ECI Amends Form 6, the New Voter Registration Form, Without Central Government Notification-KBS Sidhu IAS Retd

Regular readers of this series — Don’t Wait for the BLO to Knock Twice, SIR Process Creates a Stir, and most recently Who’s Afraid of the SIR?, in which I urged every voter left off the BLO’s list to walk into a Voter Service Centre and file Form 6 themselves — will recall that I have consistently treated Form 6 as the citizen’s reliable safety net. That net has just acquired a hole, and it deserves scrutiny, coming as it does close on the heels of SIR — Senseless Impairment of Rolls, the previous piece in this series.

An instruction parading as a statutory form
The Election Commission has quietly added a new declaration to the online Form 6 on its ECINET portal: every fresh applicant must now state whether they, or a parent or grandparent, were enrolled in the last SIR roll — and, if so, furnish the constituency, booth, and serial number. The portal will not let an applicant proceed without answering. An EC functionary has candidly admitted the declaration was “added through instructions” and that “Form 6 has not been amended.” That admission is the whole problem.

Form 6 is not the Commission’s to amend by circular. It is a form prescribed under the Registration of Electors Rules, 1960, framed by the Central Government under Section 28 of the Representation of the People Act, 1950. Altering a prescribed form is, in law, an amendment to subordinate legislation — it requires a Law Ministry notification in the Gazette, not an internal instruction to a portal vendor. On the evidence so far, no such notification exists. What the ECI has built instead is a functional amendment dressed as a UI change: not mandatory in name, but a hard gate in practice, since the online form simply will not submit without it.

Karan Bir Singh Sidhu: The author is a retired IAS officer of the 1984 batch, Punjab cadre, and Founder-Editor of The KBS Chronicle.

No doubt the Election Commission enjoys plenary power under Article 324 — superintendence, direction, and control of elections. That power is real, and I have never contested it in this series. But where Parliament and the Rules made under the Act have specifically prescribed who frames statutory forms and how they may be amended, the Commission cannot arrogate that power to itself under the pretext of an expansive reading of Article 324. The plenary power fills gaps the statute leaves open; it does not override a field the statute has already occupied. Form 6 is precisely such an occupied field — Section 28 vests the amending power in the Central Government, not the Commission, and Article 324 was never meant to be a shortcut around a procedure Parliament deliberately assigned elsewhere.

Why the mechanism matters, not just the requirement
This is not a small point of procedure. A citizen’s right to be placed on the electoral roll cannot be conditioned on compliance with a requirement that has never been laid before Parliament or published for public notice, however administratively convenient the Commission finds it. If the ECI believes new applicants should demonstrate legacy linkage to an earlier roll, it is free to make that case — through the Law Ministry, in the Gazette, in the ordinary way every other addition to this Rules-based architecture has been made. What it may not do is achieve the same result by portal engineering, bypassing the very safeguards that rule-making exists to provide: public notice, the chance to object, and — where Section 30 applies — parliamentary oversight.

The unanswered question for applications already filed
There is also an unanswered question hanging over every applicant who filed Form 6 — online or offline — before this declaration appeared. Since the statutory form remains, on paper, unamended, those applications were complete when filed. Nothing in administrative law permits treating a compliant application as retroactively deficient because of a requirement invented afterward. If any ERO or BLO is now sitting on pre-change applications awaiting this declaration, that is itself worth challenging. Such an applicant would do well to note, and keep, the acknowledgement number and filing date generated at the time of submission — that timestamp is now the operative fact. If an ERO subsequently raises the missing declaration as a ground for withholding or rejecting the application, the correct response is not to scramble to supply it, but to point out, in writing, that no notified amendment to Form 6 existed on the date of filing, and that the application must be processed on the form as it then stood. Should the ERO nonetheless refuse to act, or sit on the application indefinitely, that refusal becomes a specific and documented grievance — appealable to the District Election Officer or Chief Electoral Officer under Section 24 of the Representation of the People Act, 1950, and, if that fails, open to challenge under Article 226. The paper trail an applicant creates now, simply by asking for a written reason, is what will make that appeal possible later.

The Commission owes the country one of two things: a properly notified amendment to Form 6, or the immediate withdrawal of the mandatory gate on ECINET until one exists. An instruction is not a Rule, and a portal is not a Gazette.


» Task statement:
Word by word and line by line, write out all of the records.

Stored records
◆ ◆ ◆ ◆ ◆
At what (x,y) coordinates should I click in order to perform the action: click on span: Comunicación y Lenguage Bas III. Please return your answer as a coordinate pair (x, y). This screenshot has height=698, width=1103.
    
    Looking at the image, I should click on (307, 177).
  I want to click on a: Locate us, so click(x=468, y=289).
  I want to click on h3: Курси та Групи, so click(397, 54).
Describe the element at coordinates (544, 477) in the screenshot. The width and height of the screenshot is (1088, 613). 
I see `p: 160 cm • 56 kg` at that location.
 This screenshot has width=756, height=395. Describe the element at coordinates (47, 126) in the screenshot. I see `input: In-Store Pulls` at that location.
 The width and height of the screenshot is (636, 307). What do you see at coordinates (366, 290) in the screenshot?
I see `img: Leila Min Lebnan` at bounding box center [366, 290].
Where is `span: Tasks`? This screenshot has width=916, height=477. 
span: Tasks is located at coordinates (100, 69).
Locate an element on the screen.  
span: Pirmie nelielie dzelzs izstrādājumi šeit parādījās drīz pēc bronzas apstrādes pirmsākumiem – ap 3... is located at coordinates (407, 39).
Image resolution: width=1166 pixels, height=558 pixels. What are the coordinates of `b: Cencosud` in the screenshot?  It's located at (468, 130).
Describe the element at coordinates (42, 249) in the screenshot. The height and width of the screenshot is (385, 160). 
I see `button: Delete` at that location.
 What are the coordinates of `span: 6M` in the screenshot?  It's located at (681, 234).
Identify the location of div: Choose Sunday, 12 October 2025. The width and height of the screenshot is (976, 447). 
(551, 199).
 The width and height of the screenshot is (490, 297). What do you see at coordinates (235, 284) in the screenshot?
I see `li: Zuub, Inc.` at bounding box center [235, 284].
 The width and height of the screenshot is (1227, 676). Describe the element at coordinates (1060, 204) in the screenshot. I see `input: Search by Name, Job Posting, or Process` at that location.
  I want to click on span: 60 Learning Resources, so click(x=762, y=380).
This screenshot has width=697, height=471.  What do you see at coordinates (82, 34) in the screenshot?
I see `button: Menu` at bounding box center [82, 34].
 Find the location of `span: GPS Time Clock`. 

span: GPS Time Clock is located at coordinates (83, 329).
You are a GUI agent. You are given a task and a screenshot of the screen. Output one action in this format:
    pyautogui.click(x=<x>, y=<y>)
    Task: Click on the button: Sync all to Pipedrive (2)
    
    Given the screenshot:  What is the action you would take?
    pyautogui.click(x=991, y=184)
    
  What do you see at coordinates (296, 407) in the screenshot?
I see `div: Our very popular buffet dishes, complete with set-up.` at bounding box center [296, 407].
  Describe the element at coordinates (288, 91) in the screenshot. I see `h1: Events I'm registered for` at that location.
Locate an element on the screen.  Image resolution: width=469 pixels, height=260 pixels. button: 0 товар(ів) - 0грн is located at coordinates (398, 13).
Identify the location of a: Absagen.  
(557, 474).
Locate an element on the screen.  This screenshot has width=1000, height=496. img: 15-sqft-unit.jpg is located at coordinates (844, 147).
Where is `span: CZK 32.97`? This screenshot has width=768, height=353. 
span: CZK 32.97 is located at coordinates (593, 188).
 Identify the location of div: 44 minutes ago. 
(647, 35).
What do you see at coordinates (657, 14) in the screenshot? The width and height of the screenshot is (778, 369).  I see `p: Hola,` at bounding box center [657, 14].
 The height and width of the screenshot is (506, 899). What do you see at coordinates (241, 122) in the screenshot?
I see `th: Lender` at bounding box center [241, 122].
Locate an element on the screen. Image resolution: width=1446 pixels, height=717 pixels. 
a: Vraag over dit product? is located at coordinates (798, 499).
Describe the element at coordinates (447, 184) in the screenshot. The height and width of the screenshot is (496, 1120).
◆ ◆ ◆ ◆ ◆
» Exercise output:
At what (x,y) coordinates should I click in order to perform the action: click on span: Comunicación y Lenguage Bas III. Please return your answer as a coordinate pair (x, y). This screenshot has height=698, width=1103.
    
    Looking at the image, I should click on (307, 177).
  I want to click on a: Locate us, so click(x=468, y=289).
  I want to click on h3: Курси та Групи, so click(397, 54).
Describe the element at coordinates (544, 477) in the screenshot. The width and height of the screenshot is (1088, 613). 
I see `p: 160 cm • 56 kg` at that location.
 This screenshot has width=756, height=395. Describe the element at coordinates (47, 126) in the screenshot. I see `input: In-Store Pulls` at that location.
 The width and height of the screenshot is (636, 307). What do you see at coordinates (366, 290) in the screenshot?
I see `img: Leila Min Lebnan` at bounding box center [366, 290].
Where is `span: Tasks`? This screenshot has width=916, height=477. 
span: Tasks is located at coordinates (100, 69).
Locate an element on the screen.  
span: Pirmie nelielie dzelzs izstrādājumi šeit parādījās drīz pēc bronzas apstrādes pirmsākumiem – ap 3... is located at coordinates (407, 39).
Image resolution: width=1166 pixels, height=558 pixels. What are the coordinates of `b: Cencosud` in the screenshot?  It's located at (468, 130).
Describe the element at coordinates (42, 249) in the screenshot. The height and width of the screenshot is (385, 160). 
I see `button: Delete` at that location.
 What are the coordinates of `span: 6M` in the screenshot?  It's located at (681, 234).
Identify the location of div: Choose Sunday, 12 October 2025. The width and height of the screenshot is (976, 447). 
(551, 199).
 The width and height of the screenshot is (490, 297). What do you see at coordinates (235, 284) in the screenshot?
I see `li: Zuub, Inc.` at bounding box center [235, 284].
 The width and height of the screenshot is (1227, 676). Describe the element at coordinates (1060, 204) in the screenshot. I see `input: Search by Name, Job Posting, or Process` at that location.
  I want to click on span: 60 Learning Resources, so click(x=762, y=380).
This screenshot has width=697, height=471.  What do you see at coordinates (82, 34) in the screenshot?
I see `button: Menu` at bounding box center [82, 34].
 Find the location of `span: GPS Time Clock`. 

span: GPS Time Clock is located at coordinates (83, 329).
You are a GUI agent. You are given a task and a screenshot of the screen. Output one action in this format:
    pyautogui.click(x=<x>, y=<y>)
    Task: Click on the button: Sync all to Pipedrive (2)
    
    Given the screenshot:  What is the action you would take?
    pyautogui.click(x=991, y=184)
    
  What do you see at coordinates (296, 407) in the screenshot?
I see `div: Our very popular buffet dishes, complete with set-up.` at bounding box center [296, 407].
  Describe the element at coordinates (288, 91) in the screenshot. I see `h1: Events I'm registered for` at that location.
Locate an element on the screen.  Image resolution: width=469 pixels, height=260 pixels. button: 0 товар(ів) - 0грн is located at coordinates (398, 13).
Identify the location of a: Absagen.  
(557, 474).
Locate an element on the screen.  This screenshot has width=1000, height=496. img: 15-sqft-unit.jpg is located at coordinates (844, 147).
Where is `span: CZK 32.97`? This screenshot has width=768, height=353. 
span: CZK 32.97 is located at coordinates (593, 188).
 Identify the location of div: 44 minutes ago. 
(647, 35).
What do you see at coordinates (657, 14) in the screenshot? The width and height of the screenshot is (778, 369).  I see `p: Hola,` at bounding box center [657, 14].
 The height and width of the screenshot is (506, 899). What do you see at coordinates (241, 122) in the screenshot?
I see `th: Lender` at bounding box center [241, 122].
Locate an element on the screen. Image resolution: width=1446 pixels, height=717 pixels. 
a: Vraag over dit product? is located at coordinates (798, 499).
Describe the element at coordinates (447, 184) in the screenshot. The height and width of the screenshot is (496, 1120).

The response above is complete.